Carter Roy
๐ค SpeakerAppearances Over Time
Podcast Appearances
It was hard to challenge that story since the Lusitania can't be fully investigated.
Even though it sank in only about 300 feet of water, just 11 miles off the Irish coast, it landed on the side that was hit and collapsed on top of itself.
Evidence of the torpedo hits, what exactly exploded and where, is buried on the ocean floor.
Inaccessible.
But the eyewitness accounts earned international headlines.
Reading about the sinking, Americans clamored for war.
Public opinion changed instantly, and when the U.S.
finally joined the war, President Woodrow Wilson cited the Lusitania as one of the reasons.
But after World War I ended in 1918, the discovery of a secret organization cast questions on the whole story.
It started in the 1920s when American lawyer Amos Peasley accepted a seemingly impossible case.
Sue the unknown persons who bombed a New Jersey railroad during World War I.
Peasley took to the case like a dog with a bone, talking his way into a British admiral's personal office and gaining full access to his file cabinets full of war documents.
The files revealed the existence of a secret British naval operation called Room 40, which cracked Germany's secret military code and read all of their encrypted telegraph and radio communications.
Through the course of Peasley's lawsuit, the existence of Room 40 leaked to the public, and so did their classified operations, like tracking German U-boats in 1915.
According to investigative journalist Colin Simpson, Room 40 kept a giant map of European waterways on a wall,
Every day, they moved around pins to update the locations of all known ships and U-boats.
Now, they couldn't pinpoint a ship's exact location at any given time, but they had a general idea of where each submarine was patrolling and could plan accordingly to avoid or attack them.
if all messages were decoded correctly and all went to plan, no British ship would be caught by surprise.
Now you might be thinking, well, wait a minute, Carter, why didn't they just tell the Lusitania that U-boat 20 was near the south coast of Ireland?
That's the conspiracy theory that they chose not to.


**Problem**. Pull every line holding the word "total" out of the data and copy it.

*** Opening of Entries shown ***

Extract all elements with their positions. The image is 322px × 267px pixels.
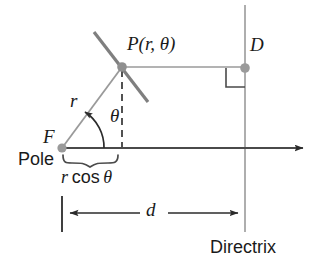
r-cos-theta-theta: θ [103,167,112,187]
point-D [240,63,250,73]
pole-F-label: F [43,127,55,146]
polar-conic-diagram: P(r, θ) D r θ F Pole r cos θ d Directrix [0,0,322,267]
angle-theta-label: θ [110,106,119,125]
r-cos-theta-label: r cos θ [61,168,112,186]
angle-arc [85,112,104,148]
r-cos-theta-r: r [61,167,68,187]
pole-point-F [57,143,66,152]
point-D-label: D [250,35,264,54]
r-cos-theta-cos: cos [72,167,100,187]
pole-text-label: Pole [18,150,54,168]
radius-label: r [70,91,77,110]
distance-d-label: d [146,200,156,219]
point-P-label: P(r, θ) [127,34,175,53]
brace-r-cos-theta [63,155,118,167]
directrix-label: Directrix [210,238,276,256]
point-P [117,62,127,72]
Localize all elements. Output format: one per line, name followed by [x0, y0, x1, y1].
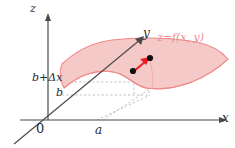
- surface-point-lower: [130, 68, 136, 74]
- origin-label: 0: [36, 122, 44, 135]
- surface-equation-label: z=f(x, y): [157, 32, 204, 43]
- z-axis-arrowhead: [45, 13, 51, 21]
- y-tick-label-b-plus-delta-x: b+Δx: [32, 72, 62, 83]
- z-axis-label: z: [30, 3, 36, 14]
- guide-a-slant-2: [97, 95, 150, 120]
- y-axis-label: y: [143, 27, 150, 39]
- x-axis-label: x: [222, 112, 229, 124]
- surface-point-upper: [147, 55, 153, 61]
- y-tick-label-b: b: [56, 87, 63, 98]
- figure-canvas: z y x 0 a b b+Δx z=f(x, y): [0, 0, 235, 148]
- x-tick-label-a: a: [95, 124, 102, 136]
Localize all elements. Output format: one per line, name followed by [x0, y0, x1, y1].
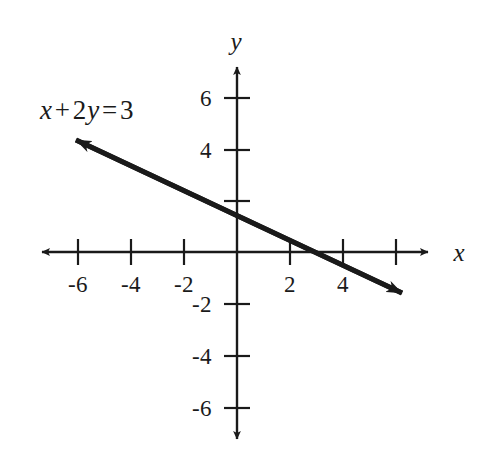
x-tick-label-2: 2: [284, 273, 296, 296]
plotted-line-lower-right-ray: [76, 140, 402, 293]
x-tick-label-4: 4: [337, 273, 349, 296]
y-tick-label-4: 4: [200, 139, 212, 162]
coordinate-plane-svg: [0, 0, 485, 469]
equation-right-hand-side: 3: [120, 95, 134, 125]
y-tick-label-6: 6: [200, 87, 212, 110]
x-axis-label: x: [453, 240, 464, 265]
y-tick-label-minus6: -6: [192, 397, 212, 420]
plotted-line-x-plus-2y-equals-3: [76, 140, 402, 293]
equation-coefficient: 2: [73, 95, 87, 125]
y-tick-label-minus2: -2: [192, 293, 212, 316]
equation-plus-sign: +: [53, 95, 73, 125]
equation-variable-x: x: [40, 95, 53, 125]
x-tick-label-minus6: -6: [68, 273, 88, 296]
y-tick-label-minus4: -4: [192, 345, 212, 368]
x-tick-label-minus4: -4: [121, 273, 141, 296]
equation-variable-y: y: [87, 95, 100, 125]
equation-annotation: x+2y=3: [40, 97, 134, 124]
y-axis-label: y: [230, 29, 241, 54]
equation-equals-sign: =: [100, 95, 120, 125]
graph-figure: -6 -4 -2 2 4 6 4 -2 -4 -6 x y x+2y=3: [0, 0, 485, 469]
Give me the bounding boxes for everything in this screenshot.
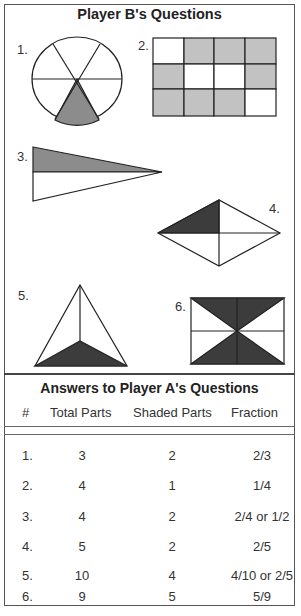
row-number: 2.	[22, 478, 33, 493]
figure-5-triangle	[35, 285, 127, 366]
question-2-label: 2.	[138, 38, 149, 53]
row-number: 3.	[22, 509, 33, 524]
total-parts: 4	[62, 478, 102, 493]
fraction-figures	[0, 0, 301, 372]
question-5-label: 5.	[18, 288, 29, 303]
question-4-label: 4.	[269, 201, 280, 216]
total-parts: 3	[62, 448, 102, 463]
header-rule-top	[4, 426, 295, 427]
total-parts: 10	[62, 568, 102, 583]
section-divider	[4, 373, 295, 375]
figure-3-triangle	[33, 147, 162, 201]
question-6-label: 6.	[175, 299, 186, 314]
column-header-total: Total Parts	[50, 405, 111, 420]
fraction: 5/9	[222, 589, 301, 604]
figure-1-circle	[32, 37, 122, 125]
row-number: 6.	[22, 589, 33, 604]
shaded-parts: 4	[152, 568, 192, 583]
question-3-label: 3.	[17, 149, 28, 164]
header-rule-bottom	[4, 434, 295, 435]
shaded-parts: 2	[152, 448, 192, 463]
shaded-parts: 5	[152, 589, 192, 604]
figure-6-rectangle	[191, 298, 284, 364]
row-number: 4.	[22, 539, 33, 554]
column-header-fraction: Fraction	[231, 405, 278, 420]
fraction: 2/3	[222, 448, 301, 463]
figure-2-grid	[153, 38, 276, 116]
row-number: 1.	[22, 448, 33, 463]
fraction: 2/4 or 1/2	[222, 509, 301, 524]
fraction: 4/10 or 2/5	[222, 568, 301, 583]
figure-4-rhombus	[158, 200, 280, 266]
shaded-parts: 1	[152, 478, 192, 493]
shaded-parts: 2	[152, 539, 192, 554]
fraction: 1/4	[222, 478, 301, 493]
total-parts: 9	[62, 589, 102, 604]
question-1-label: 1.	[17, 42, 28, 57]
total-parts: 4	[62, 509, 102, 524]
fraction: 2/5	[222, 539, 301, 554]
answers-title: Answers to Player A's Questions	[4, 380, 295, 396]
total-parts: 5	[62, 539, 102, 554]
column-header-shaded: Shaded Parts	[133, 405, 212, 420]
column-header-number: #	[22, 405, 29, 420]
shaded-parts: 2	[152, 509, 192, 524]
row-number: 5.	[22, 568, 33, 583]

*** Close of Entries shown ***

**Solution below**.
total-parts: 4	[62, 478, 102, 493]
total-parts: 3	[62, 448, 102, 463]
total-parts: 10	[62, 568, 102, 583]
column-header-total: Total Parts	[50, 405, 111, 420]
total-parts: 9	[62, 589, 102, 604]
total-parts: 4	[62, 509, 102, 524]
total-parts: 5	[62, 539, 102, 554]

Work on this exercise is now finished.